While Michałowska engaged in soft propaganda and what could be described as public diplomacy in support of the communist regime, Arski was a conventional, stop-at-nothing propagandist. He is particularly known for his vehement and consistent denials of Soviet responsibility for the Katyn massacre of thousands of Polish POW military officers, which he did in Voice of America broadcasts and later in newspaper articles in communist-ruled Poland. He is also known for launching vicious personal attacks on journalists working after the war for the already reformed Voice of America, his former U.S. government employer, where he remained on the payroll until February 15, 1947. When he quit his U.S. government job, VOA was already under the U.S. State Department. Złotowska had left VOA in 1944 and may have held a part-time position there until February 1945.[ref]A U.S. media article inserted into the Congressional Record suggested that Arski and Michałowska were married, but I did not find a documentary evidence of their marriage. They may or may not have been romantic partners, but they worked together at OWI and worked together on publishing a socialist propaganda pamphlet in 1943.[/ref]

Office of War Information (OWI) personnel record card for Artur Salman, aka Stefan Arski, who was employed by OWI from August 2, 1943 and continued his employment as language editor and radio script writer (Polish) for the Voice of America (VOA) in the U.S. State Department until February 15, 1947.

After leaving his U.S. government position, Arski worked briefly after the war as the American correspondent of the Warsaw Socialist newspaper, Robotnik.

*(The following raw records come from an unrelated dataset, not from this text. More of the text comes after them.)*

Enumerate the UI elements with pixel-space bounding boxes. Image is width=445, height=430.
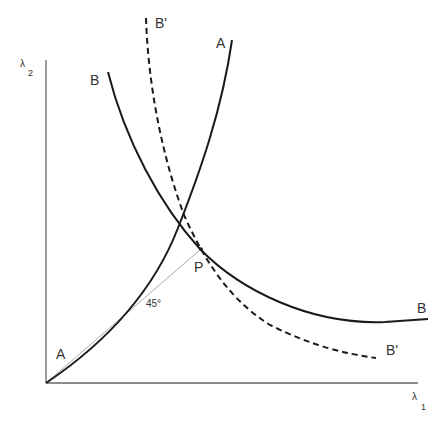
point-p-marker (199, 247, 203, 251)
x-axis-subscript: 1 (421, 402, 426, 412)
curve-b-prime (146, 18, 376, 358)
curve-a (46, 40, 232, 383)
x-axis-symbol: λ (412, 391, 417, 402)
label-b-prime-bottom: B' (386, 342, 398, 358)
label-a-top: A (216, 35, 226, 51)
y-axis-subscript: 2 (28, 68, 33, 78)
label-b-prime-top: B' (155, 15, 167, 31)
y-axis-symbol: λ (20, 58, 25, 69)
label-p: P (194, 259, 203, 275)
label-45-degrees: 45° (146, 298, 161, 309)
label-a-bottom: A (56, 346, 66, 362)
label-b-top: B (90, 72, 99, 88)
label-b-bottom: B (417, 300, 426, 316)
diagram-canvas: λ 2 λ 1 B' A B P 45° A B B' (0, 0, 445, 430)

During that time, he authored a booklet on Poland’s Western border published in 1947 by the Polish communist regime’s embassy in Washington where his friend and KGB agent of influence and intelligence asset Oskar R. Lange was the ambassador. The biographical note at the end of Arski’s book published in 1947 by the embassy in Washington identifies his connection to the U.S. Office of War Information where the Voice of America radio programs, on which he worked, originated during World War II.

Bialer on Arski

One of the refugees from Communism who after the war tried to educate Americans about the work of pro-Kremlin propagandists in the United States and in Poland was Seweryn Bialer, himself an ex-Communist who after his defection to the West became later a respected scholar and professor of Soviet studies at Columbia University. He was helped during his testimony by his interpreter, another famous refugee, Jan Karski, himself always an anti-Communist, a former fighter in the Polish underground anti-Nazi resistance movement and recipient of  Righteous Among the Nations medal for helping to bring the world’s attention to the extermination of Jews by German Nazis during the Holocaust. Testifying before a U.S. Senate subcommittee in June 1956, Seweryn Bialer spoke about Stefan Arski, a former Voice of America editor and Mira Michałowska‘s presumed ex-partner.

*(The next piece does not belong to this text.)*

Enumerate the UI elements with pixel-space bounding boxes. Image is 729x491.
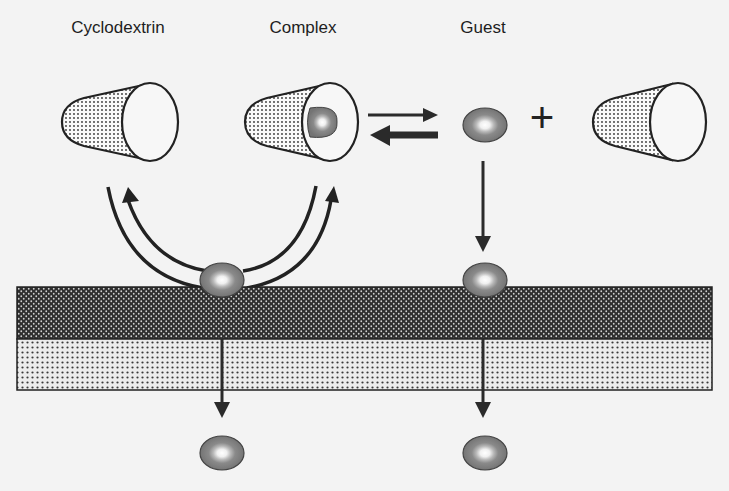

Mr. Stefan Arski is presently in Poland. He is a journalist, and one of the most violently anti-western and anti-American journalists. He specializes in American affairs, and he contributes mostly to the People’s Tribune, an official organ of the Communist Party in Poland.   He wrote several books which we used as a kind of basis for our anti-American propaganda.  

Ted Lipien was Voice of America acting associate director in charge of central news programs before his retirement in 2006. In the 1970s, he worked as a broadcaster in the VOA Polish Service and was the service chief and foreign correspondent in the 1980s during Solidarity’s struggle for democracy in Poland.